(Records from a data collection)
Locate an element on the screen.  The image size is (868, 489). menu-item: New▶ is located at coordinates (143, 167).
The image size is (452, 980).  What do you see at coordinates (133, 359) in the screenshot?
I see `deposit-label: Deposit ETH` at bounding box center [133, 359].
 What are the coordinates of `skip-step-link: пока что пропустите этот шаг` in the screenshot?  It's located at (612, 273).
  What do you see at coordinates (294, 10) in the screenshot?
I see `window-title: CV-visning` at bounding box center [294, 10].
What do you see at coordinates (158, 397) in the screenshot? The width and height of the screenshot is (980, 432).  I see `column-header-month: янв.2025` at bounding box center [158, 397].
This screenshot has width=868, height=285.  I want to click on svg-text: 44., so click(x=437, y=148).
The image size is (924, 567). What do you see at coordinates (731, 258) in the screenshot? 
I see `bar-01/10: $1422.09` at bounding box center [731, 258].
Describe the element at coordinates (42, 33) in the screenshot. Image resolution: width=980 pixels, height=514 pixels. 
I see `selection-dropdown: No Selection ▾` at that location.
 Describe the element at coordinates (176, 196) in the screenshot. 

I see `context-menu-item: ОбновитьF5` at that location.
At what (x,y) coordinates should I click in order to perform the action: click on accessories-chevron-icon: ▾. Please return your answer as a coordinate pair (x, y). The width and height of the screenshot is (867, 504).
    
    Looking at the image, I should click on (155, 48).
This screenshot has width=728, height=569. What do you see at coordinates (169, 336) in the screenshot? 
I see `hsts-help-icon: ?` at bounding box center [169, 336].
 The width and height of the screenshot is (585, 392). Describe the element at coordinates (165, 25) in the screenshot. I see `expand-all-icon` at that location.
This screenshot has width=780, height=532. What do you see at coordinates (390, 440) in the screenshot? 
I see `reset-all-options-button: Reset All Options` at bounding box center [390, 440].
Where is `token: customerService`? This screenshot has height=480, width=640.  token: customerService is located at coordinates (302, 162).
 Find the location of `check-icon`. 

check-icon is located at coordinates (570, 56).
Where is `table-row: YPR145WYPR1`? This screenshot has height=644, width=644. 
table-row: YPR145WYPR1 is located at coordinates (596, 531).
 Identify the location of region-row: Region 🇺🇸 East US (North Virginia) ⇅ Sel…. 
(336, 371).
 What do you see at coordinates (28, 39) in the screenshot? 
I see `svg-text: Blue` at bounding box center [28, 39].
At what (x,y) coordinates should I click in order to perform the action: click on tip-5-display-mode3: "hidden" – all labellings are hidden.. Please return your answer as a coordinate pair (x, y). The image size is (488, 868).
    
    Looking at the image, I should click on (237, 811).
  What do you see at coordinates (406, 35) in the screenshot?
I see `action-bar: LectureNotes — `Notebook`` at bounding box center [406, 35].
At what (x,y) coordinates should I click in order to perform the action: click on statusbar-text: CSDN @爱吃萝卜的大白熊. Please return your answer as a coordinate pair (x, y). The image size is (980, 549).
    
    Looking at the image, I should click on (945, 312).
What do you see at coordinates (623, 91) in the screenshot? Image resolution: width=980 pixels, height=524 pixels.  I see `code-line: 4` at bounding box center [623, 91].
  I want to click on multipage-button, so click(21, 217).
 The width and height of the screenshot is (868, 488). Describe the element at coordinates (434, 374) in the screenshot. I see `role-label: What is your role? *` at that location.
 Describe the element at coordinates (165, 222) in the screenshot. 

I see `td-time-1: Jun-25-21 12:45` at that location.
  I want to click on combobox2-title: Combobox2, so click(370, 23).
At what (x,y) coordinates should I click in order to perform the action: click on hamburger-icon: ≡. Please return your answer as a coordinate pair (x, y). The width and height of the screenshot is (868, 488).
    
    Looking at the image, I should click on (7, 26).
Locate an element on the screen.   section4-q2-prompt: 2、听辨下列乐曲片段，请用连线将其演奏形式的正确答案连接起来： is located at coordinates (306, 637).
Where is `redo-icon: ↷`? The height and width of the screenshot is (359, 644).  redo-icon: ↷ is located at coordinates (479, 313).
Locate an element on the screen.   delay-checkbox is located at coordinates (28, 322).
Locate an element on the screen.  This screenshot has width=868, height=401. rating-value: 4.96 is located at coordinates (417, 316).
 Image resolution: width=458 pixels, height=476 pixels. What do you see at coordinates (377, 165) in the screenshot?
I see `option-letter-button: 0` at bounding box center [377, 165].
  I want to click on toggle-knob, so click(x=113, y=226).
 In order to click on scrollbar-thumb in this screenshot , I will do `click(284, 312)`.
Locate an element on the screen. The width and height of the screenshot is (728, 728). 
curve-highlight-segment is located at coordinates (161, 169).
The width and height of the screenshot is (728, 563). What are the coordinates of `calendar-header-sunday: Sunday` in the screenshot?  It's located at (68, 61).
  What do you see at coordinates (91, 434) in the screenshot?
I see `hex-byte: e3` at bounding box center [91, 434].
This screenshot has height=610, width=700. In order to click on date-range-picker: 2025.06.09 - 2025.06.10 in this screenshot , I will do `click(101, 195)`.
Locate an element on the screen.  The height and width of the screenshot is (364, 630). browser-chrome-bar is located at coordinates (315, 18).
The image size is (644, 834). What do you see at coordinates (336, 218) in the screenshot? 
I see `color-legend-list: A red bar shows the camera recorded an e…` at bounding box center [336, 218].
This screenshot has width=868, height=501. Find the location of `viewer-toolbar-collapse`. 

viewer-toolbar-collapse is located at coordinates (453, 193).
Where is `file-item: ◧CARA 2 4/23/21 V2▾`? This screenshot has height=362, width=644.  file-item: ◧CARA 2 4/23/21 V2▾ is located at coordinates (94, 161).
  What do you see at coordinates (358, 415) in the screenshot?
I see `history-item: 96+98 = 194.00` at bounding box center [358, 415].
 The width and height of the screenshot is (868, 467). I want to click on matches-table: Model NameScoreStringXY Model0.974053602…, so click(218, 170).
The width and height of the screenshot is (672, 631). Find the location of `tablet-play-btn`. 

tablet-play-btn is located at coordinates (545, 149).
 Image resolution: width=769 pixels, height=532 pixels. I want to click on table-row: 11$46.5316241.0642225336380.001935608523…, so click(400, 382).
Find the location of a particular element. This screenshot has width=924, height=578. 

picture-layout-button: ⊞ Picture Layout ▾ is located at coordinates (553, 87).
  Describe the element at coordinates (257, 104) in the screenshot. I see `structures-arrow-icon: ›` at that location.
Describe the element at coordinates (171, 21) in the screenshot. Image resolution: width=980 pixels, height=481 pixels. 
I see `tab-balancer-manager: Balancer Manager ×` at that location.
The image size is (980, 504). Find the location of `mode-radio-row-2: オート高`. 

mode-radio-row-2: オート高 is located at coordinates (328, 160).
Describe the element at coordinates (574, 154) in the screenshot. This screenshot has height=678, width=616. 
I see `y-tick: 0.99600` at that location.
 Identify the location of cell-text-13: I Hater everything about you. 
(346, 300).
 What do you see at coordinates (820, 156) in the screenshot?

## EXERCISE DIRECTIONS
Check each line of the records above for the word "will", count the lines that have it, and give only the count.

## ANSWER SPACE
2